Annja spun to find Robyn Wilfork looming behind her.
"So sorry. Didn't mean to startle you. I thought post-adrenaline reaction
had set in and you'd be more…relaxed," he said with a smile.
Reaction had indeed set in, with its attendant mental dullness, sense of
wondering what anything was worth and incipient nausea. The aftereffects of
adrenaline overload were all way too familiar to Annja.

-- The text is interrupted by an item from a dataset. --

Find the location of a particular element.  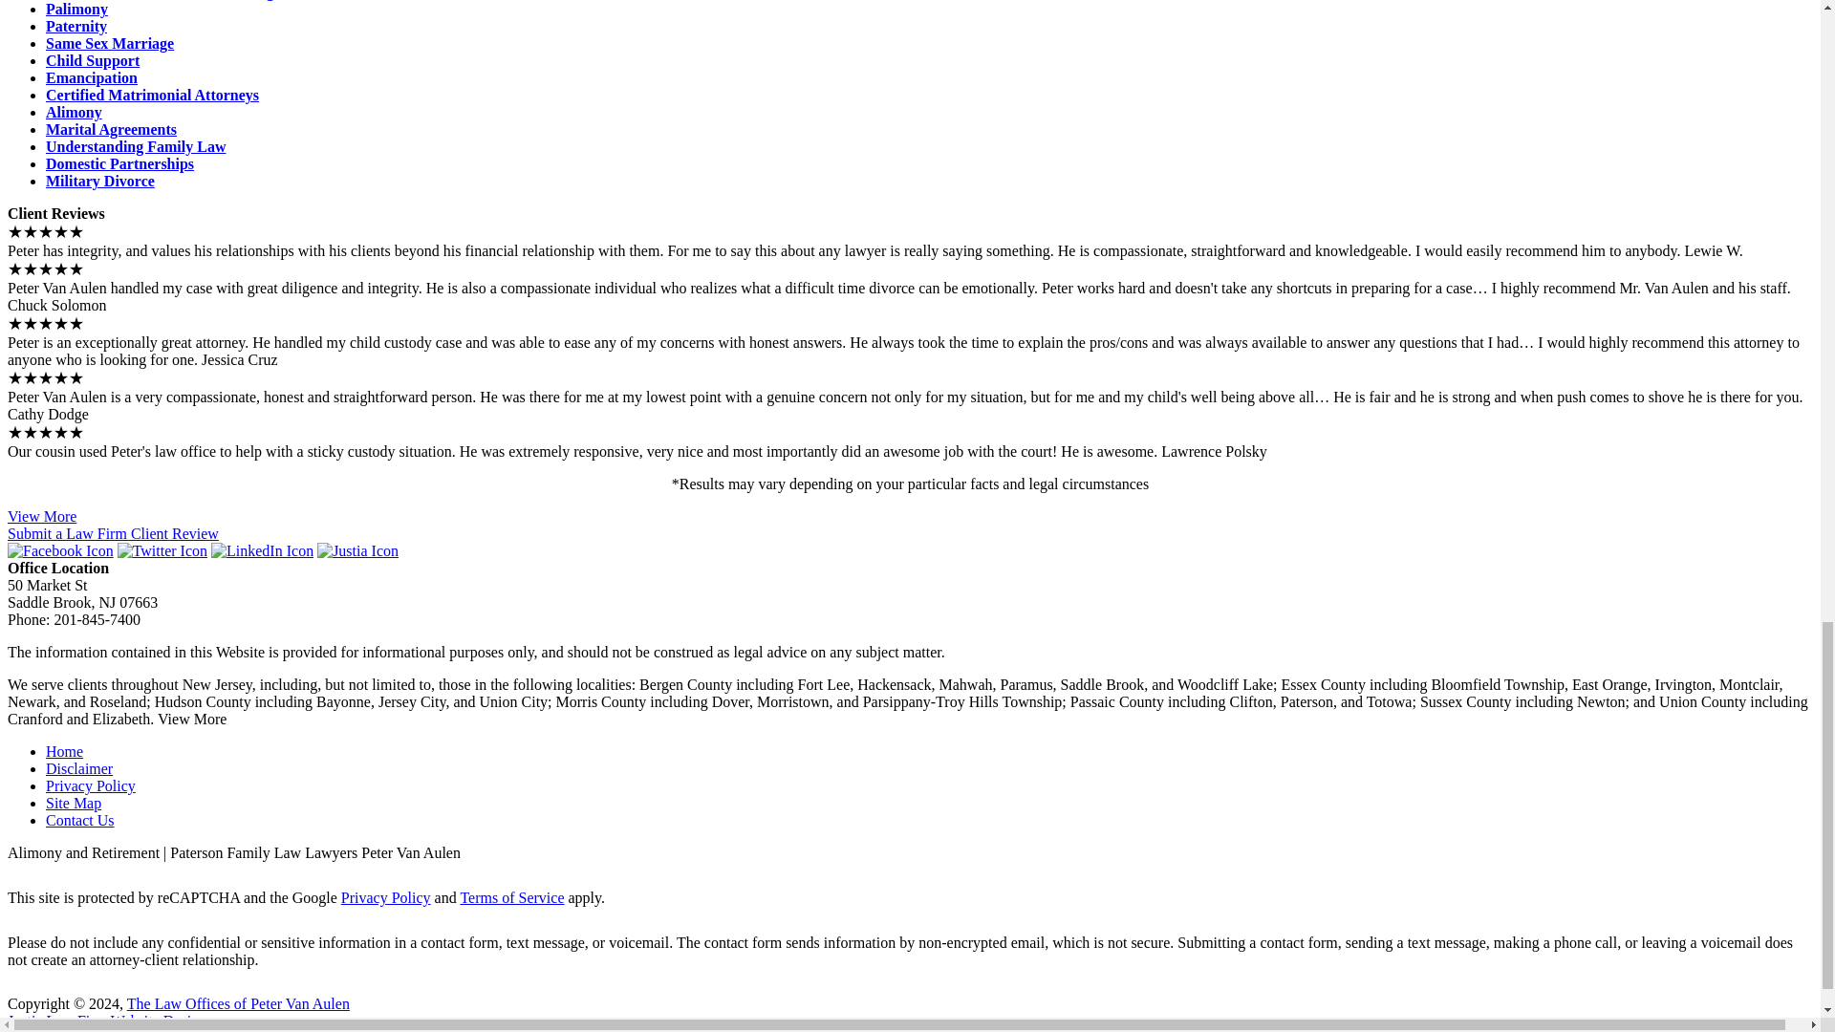

Terms of Service is located at coordinates (511, 897).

"Under the circumstances relaxation doesn't seem to be much of an option,
Mr. Wilfork," she said.
He shook his imposing head. The wind ruffled his yellow-white hair as he gazed
around the uneven horizon, with white-peaked mountain walls rising to the sides
and in front. The breeze came from the west, though, and was warm. It wasn't
snowing anymore.
"I suppose not," he said. "I have to admit, dinosaur that I am,
that under most circumstances, or I suppose if any other woman were involved,
I'd quite agree with the bellicose Mr. Baron. But given the somewhat…startling
and indeed impressive faculties you've displayed, I'm just glad you're on watch
as well. You may well see things our masculine egos blind the rest of us
to."
He didn't say anything about Trish, the only other woman in the party. Annja
tended to agree with the tacit assumption that Trish wouldn't be much use in
danger. She wasn't at all abashed about that judgment, either. It wasn't about
being male or female but about experience and courage. Abundantly blessed with
physical courage, Annja tended not to be awed by it. She was more interested in
the moral kind, herself. That to her mind was what separated true heroes from
the psychos and blunt instruments. From what she knew of Trish, she wasn't
likely to rise up in the face of real danger.

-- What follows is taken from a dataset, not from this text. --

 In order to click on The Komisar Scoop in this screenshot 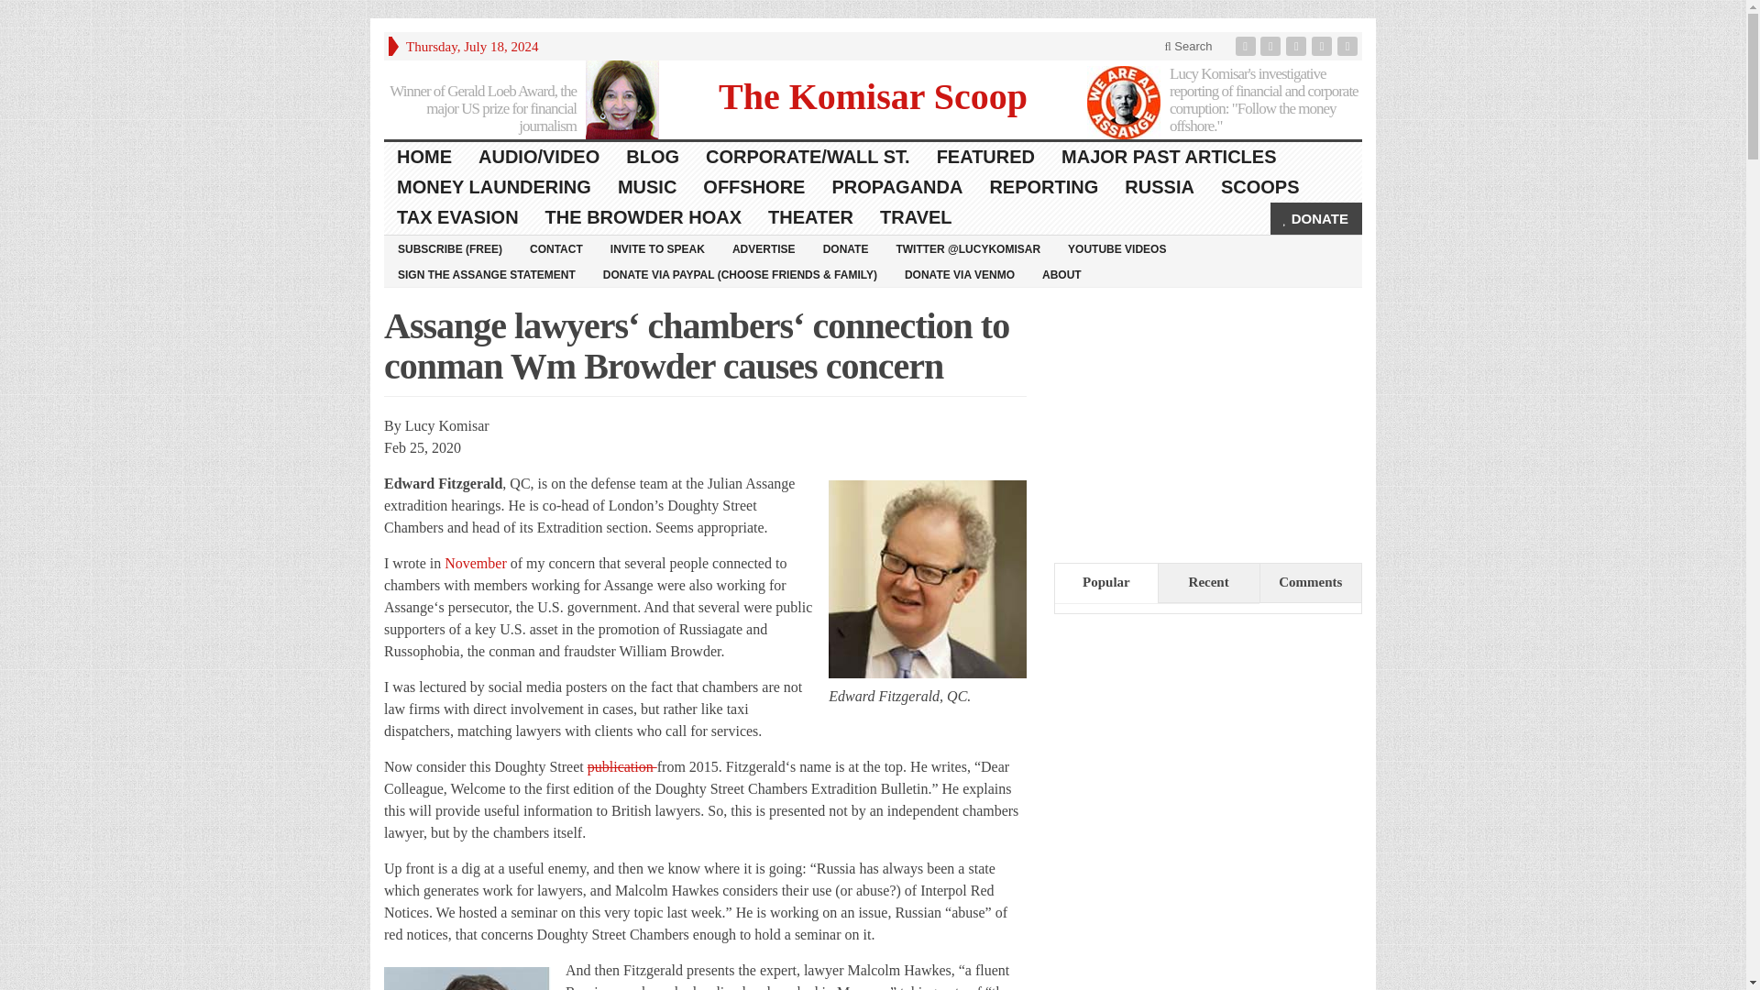, I will do `click(873, 95)`.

But she wasn't willing to let the journalist off the hook. "I would've
thought old-school socialists had a more enlightened outlook on women, Mr.
Wilfork."
He laughed gustily. "Oh, my no, my dear. Not us graybeards who were around
when Marcuse and Che walked the earth. There were giants in those days, at
least in their own minds. No, our prevailing wisdom was the dictum of Brother
Stokeley Carmichael, that the only place for women in the revolutionary movement
is prone."
And he ambled amiably off, suit coat hiked up and hands in his trouser pockets,
leaving Annja with her eyebrows climbing up her forehead.